I can tell you personally what a blessing Sherry was to me. I first met her when I was on staff at First Baptist Church across town. She was always faithful to come to my Sunday school class. When Glynwood asked me to be their pastor, Sherry started coming here, and she jumped in so quickly that it was like she had always been here. She hardly ever missed a Wednesday night prayer meeting, even though the plastic folding chairs hurt her back. When she told me that, I wheeled one of the nicer chairs from my conference room into the Fellowship Hall.
One Wednesday I forgot to do that. And as I was talking to someone else, I heard the sound of an office chair being rolled across the tile floor. I looked up, and here came Sherry and Olivia, rolling their chairs around the corner from my conference room. I apologized for forgetting, and they were like, “Don’t worry! We’re good!”
I would always see the twinkle in Sherry’s eye. I knew she loved to laugh. When LeeAnn and Gena told me that their mama would always let them play in the rain when they were little, I had no problem believing that.
I know Sherry loved to travel. She and David had invested in a time share vacation plan while the girls were growing up, and some of their fondest memories are those times in Florida, the Grand Canyon, New York, Hawaii—you guys really went everywhere, didn’t you? And even in her later years, Sherry still loved to travel. She went to Scotland with a First Baptist group just a couple of years ago, and she loved being involved with the senior center in Prattville, taking multiple trips with them.
But one of Sherry’s greatest passions was gardening. She was a Master Gardener, and until David passed away a few years ago, their home in Prattville looked like a page out of one of the Southern Homes and Gardens magazines she and her sisters would pore over together. One of the daughters told me, “Now we’re going to have to Google the gardening advice we need.”
Because there were wildflowers, tomatoes, azaleas, roses, all nourished from a natural spring that fed into a pond on their property.
And that’s an image I want us to think about as we think about Sherry’s relationship with Jesus. I’d like to read Psalm 1 to you. Psalm 1 is written about a man’s growing relationship to the Lord. But because I believe it describes Sherry so well, with your permission I’m going to change the pronouns.
Psalm 1:
1 Blessed is the woman
who walks not in the counsel of the wicked,
nor stands in the way of sinners,
nor sits in the seat of scoffers;
2 but her delight is in the law[b] of the Lord,
and on his law he meditates day and night.
3 She is like a tree
planted by streams of water
that yields its fruit in its season,
and its leaf does not wither.
In all that she does, he prospers.
4 The wicked are not so,
but are like chaff that the wind drives away.

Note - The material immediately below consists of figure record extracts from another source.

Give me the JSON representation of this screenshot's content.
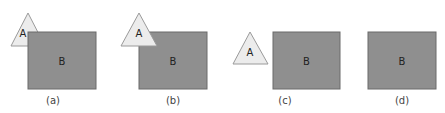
{
  "colors": {
    "rect_fill": "#8f8f8f",
    "rect_stroke": "#6a6a6a",
    "tri_fill": "#ececec",
    "tri_stroke": "#9a9a9a"
  },
  "panels": [
    {
      "caption": "(a)",
      "triangle": {
        "label": "A",
        "points": "28,13 11,46 45,46",
        "label_x": 23,
        "label_y": 37
      },
      "rect": {
        "label": "B",
        "x": 28,
        "y": 32,
        "w": 68,
        "h": 57
      },
      "triangle_on_top": false,
      "caption_x": 53
    },
    {
      "caption": "(b)",
      "triangle": {
        "label": "A",
        "points": "139,13 121,46 157,46",
        "label_x": 139,
        "label_y": 37
      },
      "rect": {
        "label": "B",
        "x": 139,
        "y": 32,
        "w": 68,
        "h": 57
      },
      "triangle_on_top": true,
      "caption_x": 173
    },
    {
      "caption": "(c)",
      "triangle": {
        "label": "A",
        "points": "250,32 233,64 268,64",
        "label_x": 250,
        "label_y": 56
      },
      "rect": {
        "label": "B",
        "x": 273,
        "y": 32,
        "w": 67,
        "h": 57
      },
      "triangle_on_top": true,
      "caption_x": 285
    },
    {
      "caption": "(d)",
      "triangle": null,
      "rect": {
        "label": "B",
        "x": 368,
        "y": 32,
        "w": 68,
        "h": 57
      },
      "triangle_on_top": false,
      "caption_x": 402
    }
  ],
  "caption_y": 104
}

5 Therefore the wicked will not stand in the judgment,
nor sinners in the congregation of the righteous;
6 for the Lord knows the way of the righteous,
but the way of the wicked will perish.
When Sherry was around twelve years old, she trusted Jesus as her savior and Lord. At that point, she became like that tree planted by streams of water. That’s how Jesus described himself. He said, “I am living water, and if you drink from me, you will never thirst again.”